• [Work required]:
Where the material below has a line containing "Locate an element on the screen.", start repeating exactly, and keep going through the line containing "Find the location", with no other lines.

• [Data for this exercise]:
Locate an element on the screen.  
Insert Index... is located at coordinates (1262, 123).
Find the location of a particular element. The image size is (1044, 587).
==
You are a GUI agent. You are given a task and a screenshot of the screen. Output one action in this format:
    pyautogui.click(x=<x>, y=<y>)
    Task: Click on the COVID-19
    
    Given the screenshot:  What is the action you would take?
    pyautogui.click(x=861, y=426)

• [Solution]:
Locate an element on the screen.  
Insert Index... is located at coordinates (1262, 123).
Find the location of a particular element. The image size is (1044, 587).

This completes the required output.